We made it through all courses, everything had been just divine, and I was stuffed to the rim when the contractions became definitely more severe, and we decided that maybe I should call the hospital to ask for advice. I was told on the phone that I should probably come in to check for labor, and so the guests had their last glasses of wine and were slowly preparing to go home.

Marcel and I left the house at 10:47pm that night, and Elina came to great the world at 11:43pm. There were mere 17 minutes between the ‘time of admission’ and ‘time of birth’. She was very much in a hurry all of a sudden and, it seemed, determined to have her own birthday after all. And what a considerate little person to have let us all first taste that birthday cake!

From humble beginnings

R basics seminar given by CGSA Fall 2012, photo by Becky Heinig

A few weeks ago, a graduate student not associated with the Center for Infectious Disease Dynamics (CIDD) remarked that CIDD graduate student events have become a magnetic force within the community.
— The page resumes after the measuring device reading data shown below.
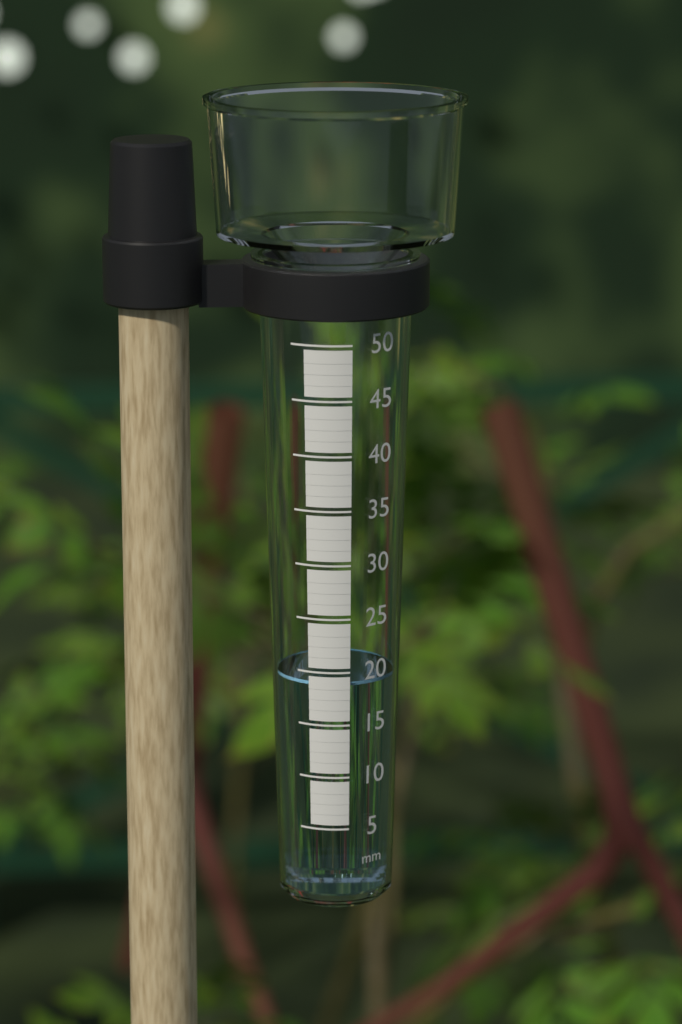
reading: 19 mm
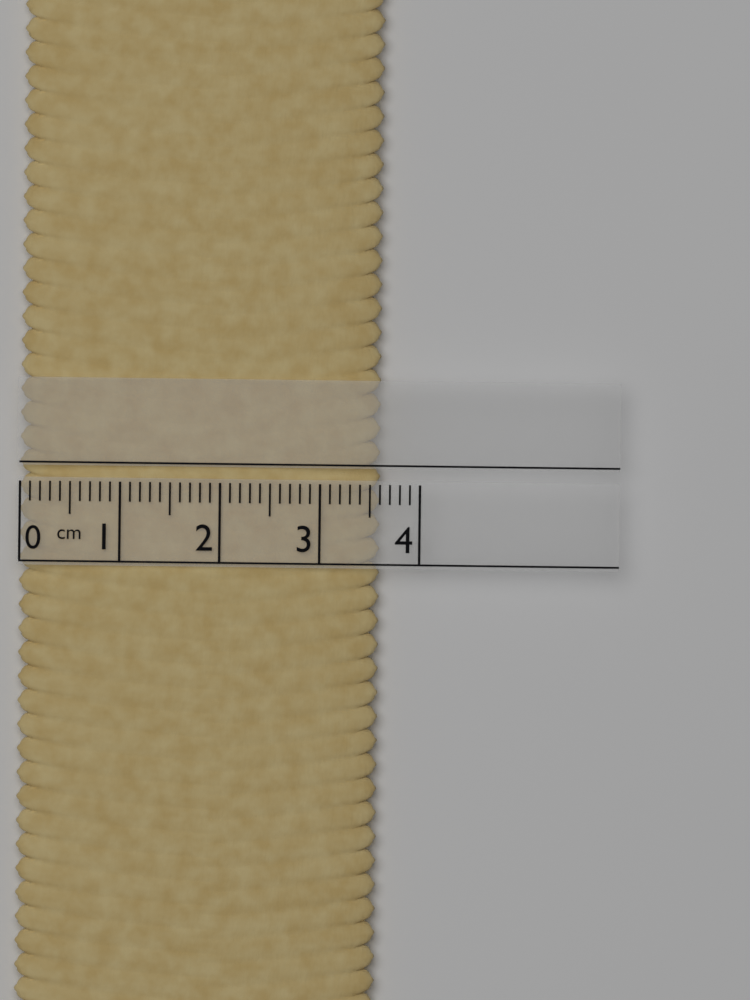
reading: 3.6 cm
This statement and its source have made me step back and take stock of the current position of the CIDD grad student association (CGSA). This semester marks a year and a half since we formed our organization and, looking back, I’m impressed by how far we have come in such a short time and by the level of energy among CIDD grad students.

Less than two years ago, the number of graduate students regularly attending journal club and other activities had dwindled to an average of 2-3 per week. Several of us were seriously concerned that the graduate community in CIDD would continue on the downward trajectory. This was not an acceptable outcome for me or for the other graduate students, because we recognized the invaluable experience gained by interacting with students outside our own lab group and discipline. The continued decline of graduate involvement in CIDD would have decreased those interactions drastically.
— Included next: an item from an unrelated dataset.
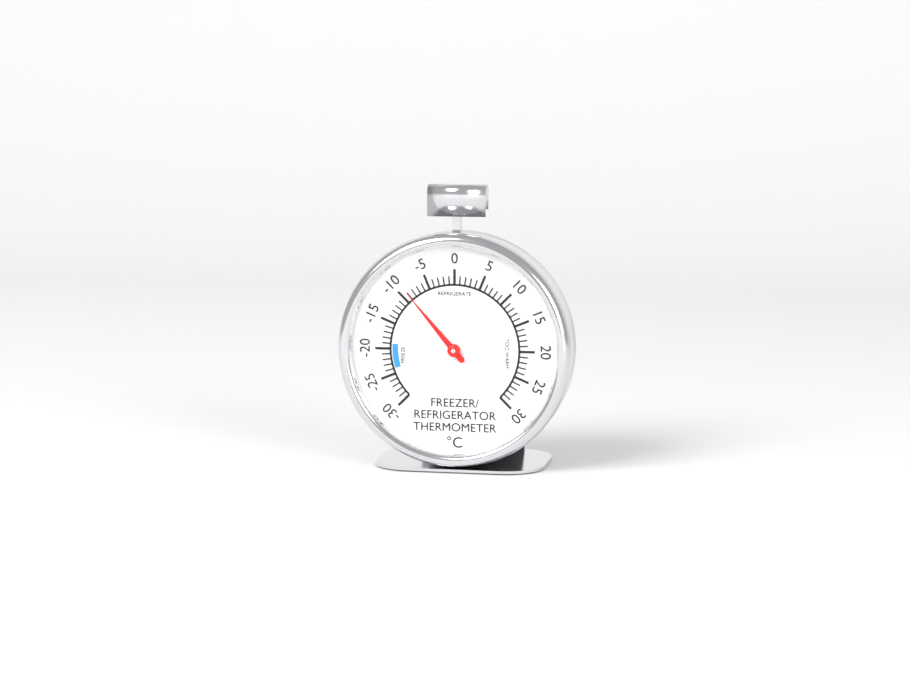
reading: -9 °C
Creating CGSA was our answer to this problem, and I am overwhelmed by the result. This semester, not only has journal club been well attended, the discussions have been diverse and quite interesting. Several of our professional development seminars have been attended by students and postdocs that normally haven’t interacted with CIDD. But I think what has really driven home for me the fact that CGSA has now become entrenched for the foreseeable future is that this semester we have students asking for more opportunities to interact. I feel this points to a culture shift among the students; a few years ago, getting attendance at one event was difficult, now there is clamoring for more. The excitement and energy about research and discussing new angles with others is palpable. This shift, I think, has improved graduate education and experience and has given us a sense of belonging.  It has also allowed us to give back to the CIDD community by expanding CIDD’s reach through interactions with grad students and postdocs in other programs. I am interested to see the direction that CGSA takes in the coming years, and am proud to have been able to witness and to contribute to the inception of this organization.